90 min | NR | October 13, 2020 | Amazon Studios
A mother becomes convinced that her daughter’s perfect new boyfriend is the reincarnation of the man who once tried to kill her. She might be paranoid. She might be right. The movie cannot decide which possibility is scarier, and that indecision is the whole problem.
Evil Eye is a supernatural thriller, the third entry in Amazon’s Welcome to the Blumhouse slate. Usha is a mother who watches over her grown daughter from across the world by phone. When Pallavi falls for a wealthy, attentive man, Usha becomes certain he is the reincarnation of an abuser from her own past. The film wants to be about how trauma passes from mother to daughter and how the line between superstition and genuine warning collapses. The premise is sharp. The execution reaches for a dread it never grips.
Sarita Choudhury plays Usha with a tightening grip on her own fear, and she does her best work over a phone line, reading menace into pauses her daughter cannot hear. Sunita Mani plays Pallavi as a daughter caught between love and obligation, indulging her mother and resenting her in the same breath. Bernard White plays Krishnan, Usha’s husband, as the household skeptic who keeps asking his wife to be reasonable. Omar Maskati plays Sandeep with a polish meant to register as menace, and it mostly registers as blank. The actors commit to the material. The script hands the supporting players almost nothing to play.
Elan and Rajeev Dassani direct from a script by Madhuri Shekar. The film lives inside cross-cut phone calls between two continents, and the directors stage the tension by intercutting one cramped, shadowed home with another that sits in open daylight. The contrast is the strongest formal idea in the movie. The cinematography stays flat everywhere else, and the score announces every scare before it arrives. A more frightening film would trust the silence on the line. This one underlines.
The core idea, that a mother’s protectiveness and a mother’s paranoia are impossible to tell apart, deserves a sharper film. Evil Eye builds its dread and then resolves it with literal supernatural machinery that drains the ambiguity out of the room. The interesting version never confirms whether Usha is haunted or simply correct. This version answers the question and loses its grip in the answering. The pieces are here. The movie that would have used them is not.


ABOUT THIS EXERCISE: Pick every line with "axis" from the material below.

################

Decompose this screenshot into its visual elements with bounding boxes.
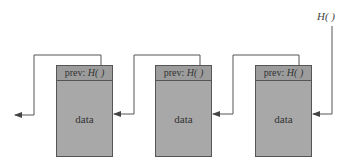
block-node-2: prev: H( ) data [155,65,212,157]
head-hash-label: H( ) [317,10,335,22]
prev-hash: H( ) [88,67,104,78]
block-header: prev: H( ) [256,66,311,81]
prev-label: prev: [164,67,187,78]
block-header: prev: H( ) [57,66,112,81]
prev-label: prev: [65,67,88,78]
prev-hash: H( ) [187,67,203,78]
block-node-1: prev: H( ) data [56,65,113,157]
prev-label: prev: [264,67,287,78]
block-data: data [256,81,311,156]
prev-hash: H( ) [287,67,303,78]
block-data: data [57,81,112,156]
block-data: data [156,81,211,156]
block-node-3: prev: H( ) data [255,65,312,157]
block-header: prev: H( ) [156,66,211,81]
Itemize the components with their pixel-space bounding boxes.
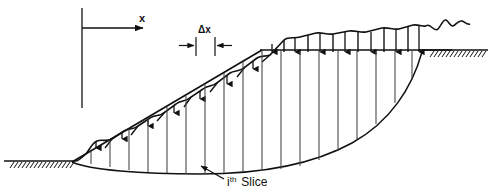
slip-surface-arc [72, 52, 422, 174]
ground-line-right-group [418, 50, 488, 57]
upper-slice-dividers-group [105, 26, 408, 148]
delta-x-dimension-group: Δx [179, 24, 232, 56]
upper-slice-divider [184, 97, 191, 107]
slope-stability-diagram: x Δx [0, 0, 492, 195]
slip-surface-group [72, 52, 422, 174]
upper-slice-divider [237, 67, 245, 77]
slice-label-word: Slice [241, 175, 267, 189]
ground-hatching-left [10, 162, 74, 168]
slice-lines-group [91, 51, 412, 174]
upper-slice-divider [210, 82, 218, 92]
slice-label-superscript: th [230, 175, 237, 184]
x-axis-label: x [139, 12, 146, 24]
ground-hatching-right [430, 51, 486, 57]
slice-label-text: ithSlice [227, 175, 268, 189]
surcharge-arrows-group [96, 26, 419, 148]
diagram-canvas: x Δx [0, 0, 492, 195]
upper-slice-divider [157, 112, 165, 121]
surface-break-squiggle [426, 20, 470, 30]
natural-ground-profile-line [86, 25, 426, 154]
slice-label-group: ithSlice [201, 166, 268, 189]
ground-line-left-group [4, 161, 76, 168]
x-axis-group: x [82, 8, 146, 108]
surface-toe-curl [76, 154, 86, 161]
delta-x-label: Δx [198, 24, 211, 35]
natural-ground-surface-group [76, 20, 470, 161]
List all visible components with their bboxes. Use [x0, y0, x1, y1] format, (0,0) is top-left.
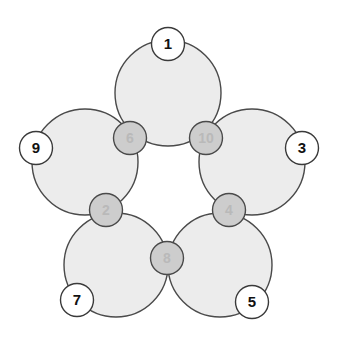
inner-node-6: 6	[114, 122, 147, 155]
inner-node-8: 8	[151, 242, 184, 275]
outer-node-label: 9	[32, 139, 40, 156]
outer-node-7: 7	[61, 284, 94, 317]
inner-node-label: 6	[126, 130, 134, 146]
outer-node-label: 1	[164, 35, 172, 52]
inner-node-label: 8	[163, 250, 171, 266]
inner-node-label: 2	[102, 202, 110, 218]
inner-node-4: 4	[213, 194, 246, 227]
big-circles-group	[32, 40, 305, 317]
outer-node-3: 3	[286, 132, 319, 165]
outer-node-label: 7	[73, 291, 81, 308]
flower-circle-diagram: 610248 19375	[0, 0, 339, 342]
inner-node-10: 10	[190, 122, 223, 155]
inner-node-2: 2	[90, 194, 123, 227]
inner-node-label: 10	[198, 130, 214, 146]
outer-node-9: 9	[20, 132, 53, 165]
outer-node-1: 1	[152, 28, 185, 61]
outer-node-label: 3	[298, 139, 306, 156]
outer-node-5: 5	[236, 286, 269, 319]
diagram-canvas: 610248 19375	[0, 0, 339, 342]
inner-node-label: 4	[225, 202, 233, 218]
outer-node-label: 5	[248, 293, 256, 310]
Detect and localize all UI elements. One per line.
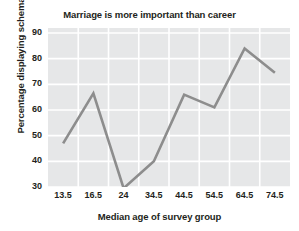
y-axis-label: Percentage displaying schema xyxy=(15,0,26,146)
x-gridlines xyxy=(78,28,260,187)
x-tick-label: 74.5 xyxy=(255,190,295,200)
x-axis-label: Median age of survey group xyxy=(20,211,299,222)
y-tick-label: 60 xyxy=(2,104,42,114)
y-tick-label: 40 xyxy=(2,155,42,165)
y-tick-label: 30 xyxy=(2,181,42,191)
chart-title: Marriage is more important than career xyxy=(0,9,299,20)
y-tick-label: 70 xyxy=(2,78,42,88)
plot-area xyxy=(48,28,290,187)
plot-svg xyxy=(48,28,290,187)
y-tick-label: 50 xyxy=(2,130,42,140)
y-tick-label: 90 xyxy=(2,27,42,37)
chart-figure: Marriage is more important than career P… xyxy=(0,0,299,231)
y-tick-label: 80 xyxy=(2,53,42,63)
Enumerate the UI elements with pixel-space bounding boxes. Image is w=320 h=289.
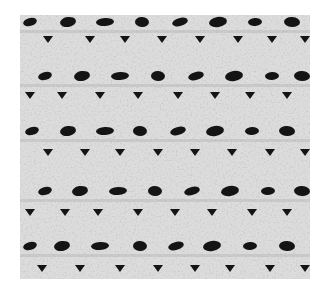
row-ridge [20, 199, 310, 202]
row-ridge [20, 139, 310, 142]
fabric-texture [20, 15, 310, 279]
row-ridge [20, 30, 310, 33]
row-ridge [20, 84, 310, 87]
row-ridge [20, 254, 310, 257]
crochet-swatch [0, 0, 320, 289]
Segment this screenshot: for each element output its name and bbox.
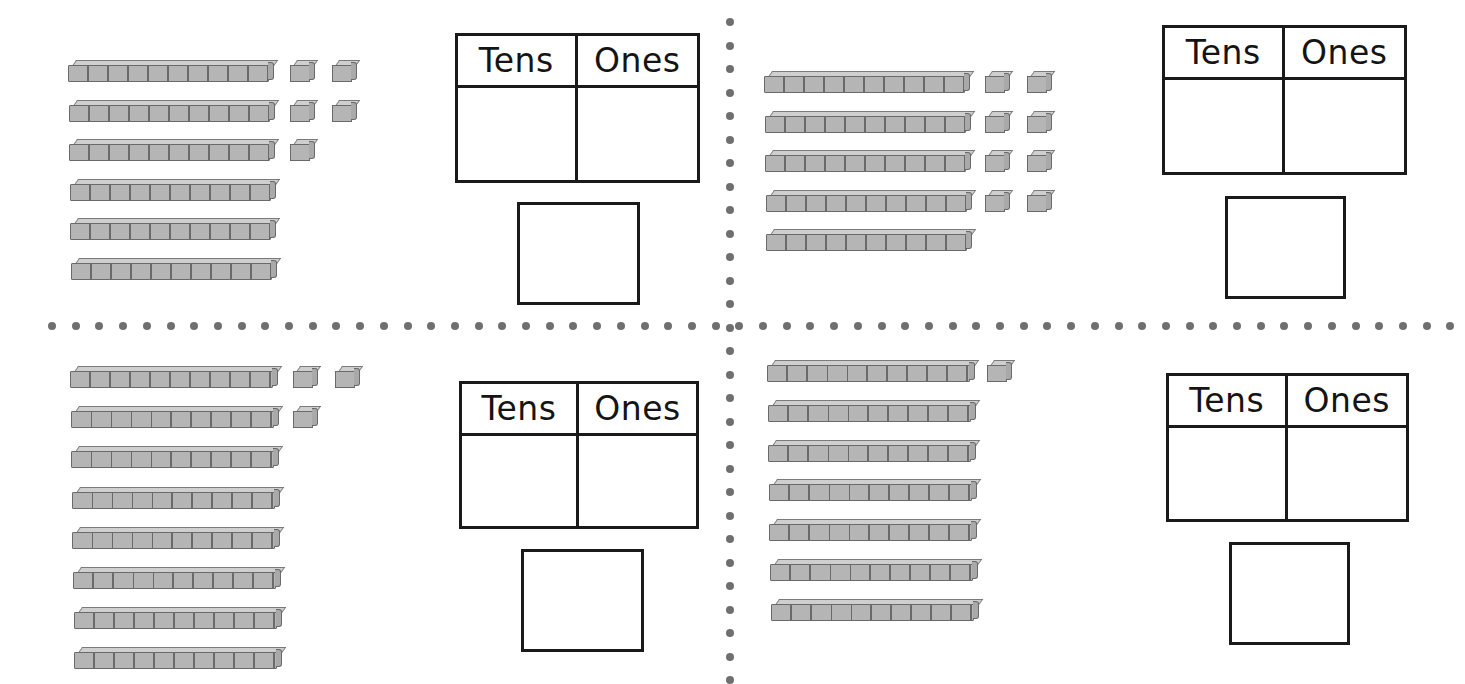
divider-dot bbox=[726, 465, 734, 473]
divider-dot bbox=[726, 676, 734, 684]
tens-cell[interactable] bbox=[462, 436, 579, 526]
tens-ones-chart: Tens Ones bbox=[1162, 25, 1407, 175]
divider-dot bbox=[1209, 322, 1217, 330]
divider-dot bbox=[593, 322, 601, 330]
unit-cube bbox=[987, 360, 1013, 382]
ten-rod bbox=[764, 71, 970, 93]
divider-dot bbox=[1115, 322, 1123, 330]
divider-dot bbox=[569, 322, 577, 330]
divider-dot bbox=[1328, 322, 1336, 330]
divider-dot bbox=[726, 418, 734, 426]
divider-dot bbox=[285, 322, 293, 330]
answer-box[interactable] bbox=[521, 549, 644, 652]
divider-dot bbox=[726, 89, 734, 97]
divider-dot bbox=[726, 347, 734, 355]
divider-dot bbox=[901, 322, 909, 330]
tens-cell[interactable] bbox=[1165, 80, 1285, 172]
unit-cube bbox=[985, 190, 1011, 212]
ones-cell[interactable] bbox=[579, 436, 696, 526]
tens-ones-chart: Tens Ones bbox=[455, 33, 700, 183]
unit-cube bbox=[290, 100, 316, 122]
divider-dot bbox=[309, 322, 317, 330]
divider-dot bbox=[726, 277, 734, 285]
unit-cube bbox=[293, 366, 319, 388]
divider-dot bbox=[726, 230, 734, 238]
divider-dot bbox=[712, 322, 720, 330]
divider-dot bbox=[726, 535, 734, 543]
unit-cube bbox=[293, 406, 319, 428]
unit-cube bbox=[1027, 190, 1053, 212]
ones-header: Ones bbox=[579, 384, 696, 436]
divider-dot bbox=[726, 582, 734, 590]
divider-dot bbox=[806, 322, 814, 330]
divider-dot bbox=[726, 183, 734, 191]
ones-header: Ones bbox=[1288, 376, 1407, 428]
tens-cell[interactable] bbox=[458, 88, 578, 180]
unit-cube bbox=[335, 366, 361, 388]
divider-dot bbox=[726, 512, 734, 520]
divider-dot bbox=[726, 206, 734, 214]
tens-cell[interactable] bbox=[1169, 428, 1288, 519]
unit-cube bbox=[985, 71, 1011, 93]
ten-rod bbox=[765, 150, 971, 172]
divider-dot bbox=[972, 322, 980, 330]
ten-rod bbox=[71, 258, 277, 280]
divider-dot bbox=[1304, 322, 1312, 330]
answer-box[interactable] bbox=[1225, 196, 1346, 299]
divider-dot bbox=[878, 322, 886, 330]
tens-header: Tens bbox=[1165, 28, 1285, 80]
tens-header: Tens bbox=[462, 384, 579, 436]
divider-dot bbox=[119, 322, 127, 330]
ten-rod bbox=[72, 487, 280, 509]
unit-cube bbox=[332, 60, 358, 82]
divider-dot bbox=[726, 441, 734, 449]
divider-dot bbox=[475, 322, 483, 330]
divider-dot bbox=[1280, 322, 1288, 330]
tens-header: Tens bbox=[1169, 376, 1288, 428]
divider-dot bbox=[925, 322, 933, 330]
divider-dot bbox=[726, 653, 734, 661]
ten-rod bbox=[766, 190, 972, 212]
divider-dot bbox=[830, 322, 838, 330]
divider-dot bbox=[854, 322, 862, 330]
divider-dot bbox=[1375, 322, 1383, 330]
ones-cell[interactable] bbox=[1288, 428, 1407, 519]
divider-dot bbox=[261, 322, 269, 330]
answer-box[interactable] bbox=[1229, 542, 1350, 645]
divider-dot bbox=[641, 322, 649, 330]
divider-dot bbox=[451, 322, 459, 330]
divider-dot bbox=[143, 322, 151, 330]
divider-dot bbox=[238, 322, 246, 330]
ones-cell[interactable] bbox=[1285, 80, 1405, 172]
divider-dot bbox=[498, 322, 506, 330]
ten-rod bbox=[70, 218, 276, 240]
divider-dot bbox=[1423, 322, 1431, 330]
unit-cube bbox=[1027, 111, 1053, 133]
divider-dot bbox=[48, 322, 56, 330]
ten-rod bbox=[766, 229, 972, 251]
ten-rod bbox=[768, 400, 976, 422]
unit-cube bbox=[985, 150, 1011, 172]
ten-rod bbox=[767, 360, 975, 382]
divider-dot bbox=[726, 371, 734, 379]
divider-dot bbox=[735, 322, 743, 330]
divider-dot bbox=[726, 253, 734, 261]
unit-cube bbox=[985, 111, 1011, 133]
ten-rod bbox=[768, 440, 976, 462]
ten-rod bbox=[769, 519, 977, 541]
ten-rod bbox=[770, 559, 978, 581]
divider-dot bbox=[726, 65, 734, 73]
divider-dot bbox=[1138, 322, 1146, 330]
tens-ones-chart: Tens Ones bbox=[1166, 373, 1409, 522]
divider-dot bbox=[546, 322, 554, 330]
ten-rod bbox=[771, 599, 979, 621]
ones-cell[interactable] bbox=[578, 88, 698, 180]
divider-dot bbox=[726, 324, 734, 332]
unit-cube bbox=[1027, 71, 1053, 93]
answer-box[interactable] bbox=[517, 202, 640, 305]
divider-dot bbox=[726, 559, 734, 567]
divider-dot bbox=[783, 322, 791, 330]
divider-dot bbox=[726, 136, 734, 144]
divider-dot bbox=[726, 606, 734, 614]
divider-dot bbox=[1186, 322, 1194, 330]
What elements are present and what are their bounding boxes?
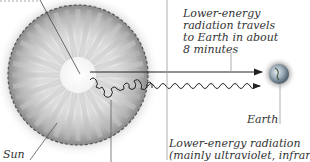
label-travel-line-4: 8 minutes: [183, 44, 278, 56]
earth-globe: [269, 64, 289, 84]
label-emission-line-2: (mainly ultraviolet, infrared,: [169, 150, 310, 162]
label-travel: Lower-energy radiation travels to Earth …: [183, 8, 278, 56]
label-emission: Lower-energy radiation (mainly ultraviol…: [169, 138, 310, 162]
sun: [0, 0, 160, 157]
earth: [262, 57, 296, 91]
label-earth: Earth: [247, 114, 278, 126]
wave-emission: [148, 84, 260, 89]
label-sun: Sun: [3, 149, 25, 161]
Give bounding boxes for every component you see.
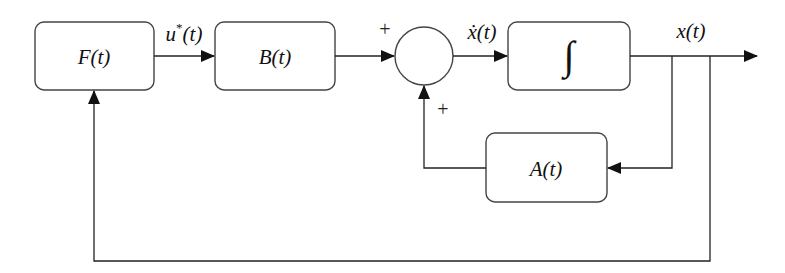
signal-u: u — [166, 22, 177, 46]
signal-u-arg: (t) — [183, 22, 203, 46]
signal-x-label: x(t) — [676, 21, 705, 42]
signal-u-star-label: u*(t) — [166, 21, 203, 45]
sign-plus-bottom: + — [437, 99, 448, 119]
integral-icon: ∫ — [564, 36, 575, 76]
block-f-label: F(t) — [78, 47, 111, 68]
block-b-label: B(t) — [259, 47, 292, 68]
block-diagram-canvas — [0, 0, 785, 273]
wire-feedback-to-a — [608, 56, 672, 168]
wire-a-to-sum — [424, 86, 486, 168]
block-a-label: A(t) — [530, 159, 563, 180]
summing-junction — [395, 27, 453, 85]
sign-plus-top: + — [379, 19, 390, 39]
wire-feedback-to-f — [94, 56, 710, 261]
signal-x-dot-label: ẋ(t) — [467, 22, 496, 43]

################

EXERCISE OUTPUT:
x-axis-label: x [139, 12, 146, 24]
x-axis-group: x [82, 8, 146, 108]
y-axis-label: Percentage displaying schema xyxy=(15,0,26,146)
x-axis-label: Median age of survey group xyxy=(20,211,299,222)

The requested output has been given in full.